Of course she does. My brilliant, observant wife, who sees patterns where others see chaos.
I type back:Twenty minutes.
As I head downstairs, I catch myself checking my reflection in the hallway mirror. When did I start caring if my tie was straight when I see her?
The answer is obvious, even if I don’t want to admit it.
I started caring the moment she became mine. Really mine, not just legally mine.
And that terrifies me more than any business threat ever could.
The garden is warm in the afternoon sun, and she’s set up lunch at the small table under the pergola. She’s changed from her morning clothes into a yellow sundress that makes her skin glow.
“You burned your jacket,” she says without preamble.
“How did you?—”
“I could smell the smoke from my room. Plus, Benedetto mentioned you had a small fire in your office.” She pours wine into two glasses. “Trying to destroy evidence?”
“Something like that.”
“Did it work?”
I look at her sitting across from me, sunlight in her hair and mischief in her eyes, and know the answer.
“No. Not even close.”
Her smile is radiant. “Good. I’d hate to think I was that forgettable.”
25
KASI
The law officecalled this morning, asking for Dante’s personal papers. Something about finalizing the last details of the estate transfer, ensuring all assets are properly documented.
“Just his personal files,” the lawyer explained over the phone. “Anything that might contain business contracts, property deeds, or financial records we haven’t catalogued yet.”
The lawyers need the files from Dante’s house. His study has been locked since his death, and nobody’s touched his personal belongings. The room sits like a shrine to a monster.
I stand outside the heavy oak door, key in my hand, steeling myself for whatever’s inside. Alaric offered to do this himself, but I refused. Some ghosts you have to face alone.
The lock turns with a soft click.
The study looks exactly as Dante left it. Mahogany desk polished to a mirror shine. Leather-bound books arranged by height. Crystal paperweights catching afternoon light. Everything in its designated place, because Dante couldn’t tolerate chaos in his environment, even if he created it everywhere else.
His scent still lingers in the air—expensive cologne and the faint metallic tang that I now recognize as the smell of violence.
I walk to his desk and start with the obvious places. The top drawers contain business cards, expensive pens, and a Rolex he never wore. Nothing the lawyers would need.

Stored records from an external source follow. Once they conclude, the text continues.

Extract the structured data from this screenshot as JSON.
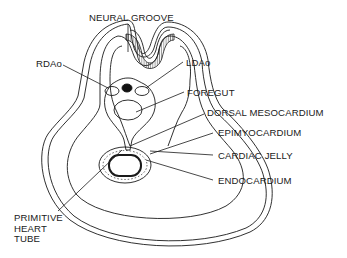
{
  "diagram": {
    "colors": {
      "line": "#1a1a1a",
      "background": "#ffffff"
    },
    "labels": {
      "neural_groove": "NEURAL GROOVE",
      "rdao": "RDAo",
      "ldao": "LDAo",
      "foregut": "FOREGUT",
      "dorsal_mesocardium": "DORSAL MESOCARDIUM",
      "epimyocardium": "EPIMYOCARDIUM",
      "cardiac_jelly": "CARDIAC JELLY",
      "endocardium": "ENDOCARDIUM",
      "primitive_heart_tube": "PRIMITIVE\nHEART\nTUBE"
    }
  }
}
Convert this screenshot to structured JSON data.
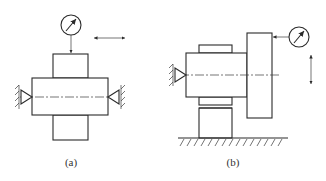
{
  "figure": {
    "panels": [
      {
        "id": "a",
        "caption": "(a)",
        "components": [
          "dial-indicator",
          "shaft-between-centers",
          "hatched-collar",
          "left-center",
          "right-center",
          "horizontal-motion-arrow"
        ]
      },
      {
        "id": "b",
        "caption": "(b)",
        "components": [
          "dial-indicator",
          "shaft",
          "disc-face",
          "key",
          "support-block",
          "ground",
          "left-center",
          "vertical-motion-arrow"
        ]
      }
    ],
    "colors": {
      "line": "#2a2a2a",
      "background": "#ffffff"
    }
  }
}
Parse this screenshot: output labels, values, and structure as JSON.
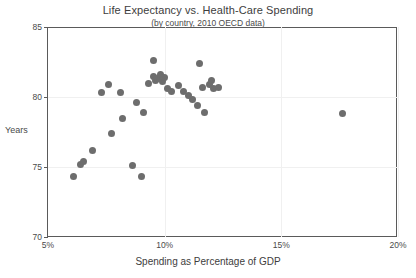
{
  "chart_data": {
    "type": "scatter",
    "title": "Life Expectancy vs. Health-Care Spending",
    "subtitle": "(by country, 2010 OECD data)",
    "xlabel": "Spending as Percentage of GDP",
    "ylabel": "Years",
    "xlim": [
      5,
      20
    ],
    "ylim": [
      70,
      85
    ],
    "xticks": [
      5,
      10,
      15,
      20
    ],
    "xtick_labels": [
      "5%",
      "10%",
      "15%",
      "20%"
    ],
    "yticks": [
      70,
      75,
      80,
      85
    ],
    "ytick_labels": [
      "70",
      "75",
      "80",
      "85"
    ],
    "grid": "faint",
    "legend": "none",
    "marker_color": "#6d6d6d",
    "marker_size_px": 7,
    "points": [
      {
        "x": 6.1,
        "y": 74.3
      },
      {
        "x": 6.4,
        "y": 75.2
      },
      {
        "x": 6.5,
        "y": 75.4
      },
      {
        "x": 6.9,
        "y": 76.2
      },
      {
        "x": 7.3,
        "y": 80.3
      },
      {
        "x": 7.6,
        "y": 80.9
      },
      {
        "x": 7.7,
        "y": 77.4
      },
      {
        "x": 8.1,
        "y": 80.3
      },
      {
        "x": 8.2,
        "y": 78.5
      },
      {
        "x": 8.6,
        "y": 75.1
      },
      {
        "x": 8.8,
        "y": 79.6
      },
      {
        "x": 9.0,
        "y": 74.3
      },
      {
        "x": 9.1,
        "y": 78.9
      },
      {
        "x": 9.3,
        "y": 81.0
      },
      {
        "x": 9.5,
        "y": 82.6
      },
      {
        "x": 9.5,
        "y": 81.5
      },
      {
        "x": 9.6,
        "y": 81.2
      },
      {
        "x": 9.7,
        "y": 81.3
      },
      {
        "x": 9.8,
        "y": 81.6
      },
      {
        "x": 9.9,
        "y": 81.1
      },
      {
        "x": 10.0,
        "y": 81.4
      },
      {
        "x": 10.1,
        "y": 80.6
      },
      {
        "x": 10.3,
        "y": 80.4
      },
      {
        "x": 10.6,
        "y": 80.8
      },
      {
        "x": 10.8,
        "y": 80.4
      },
      {
        "x": 11.0,
        "y": 80.1
      },
      {
        "x": 11.2,
        "y": 79.8
      },
      {
        "x": 11.4,
        "y": 79.4
      },
      {
        "x": 11.5,
        "y": 82.4
      },
      {
        "x": 11.6,
        "y": 80.7
      },
      {
        "x": 11.7,
        "y": 78.9
      },
      {
        "x": 11.9,
        "y": 80.9
      },
      {
        "x": 12.0,
        "y": 81.2
      },
      {
        "x": 12.1,
        "y": 80.6
      },
      {
        "x": 12.3,
        "y": 80.7
      },
      {
        "x": 17.6,
        "y": 78.8
      }
    ]
  }
}
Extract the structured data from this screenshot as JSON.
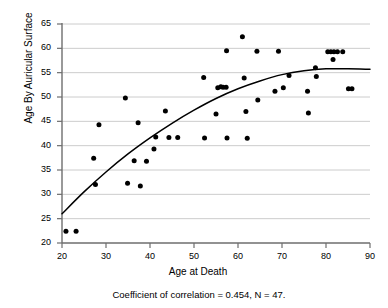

The filing cabinet beside his desk is locked. I search through the desk drawers until I find a small key taped to the underside of the center drawer. Typical Dante—paranoid but predictable.
The first filing cabinet drawer contains business records. Contracts with shipping companies, invoices for merchandise I don’t recognize, correspondence with names I don’t know. I pull out folders to set aside for the lawyers.
The second drawer is lighter. Personal correspondence, tax documents, insurance policies. More folders for the legal team.
The third drawer sticks when I try to open it.
I pull harder, and it slides open with a screech of metal on metal. Inside are three manila folders, each one thick with papers. Unlike the business files above, these are labeled with women’s names written in Dante’s precise handwriting.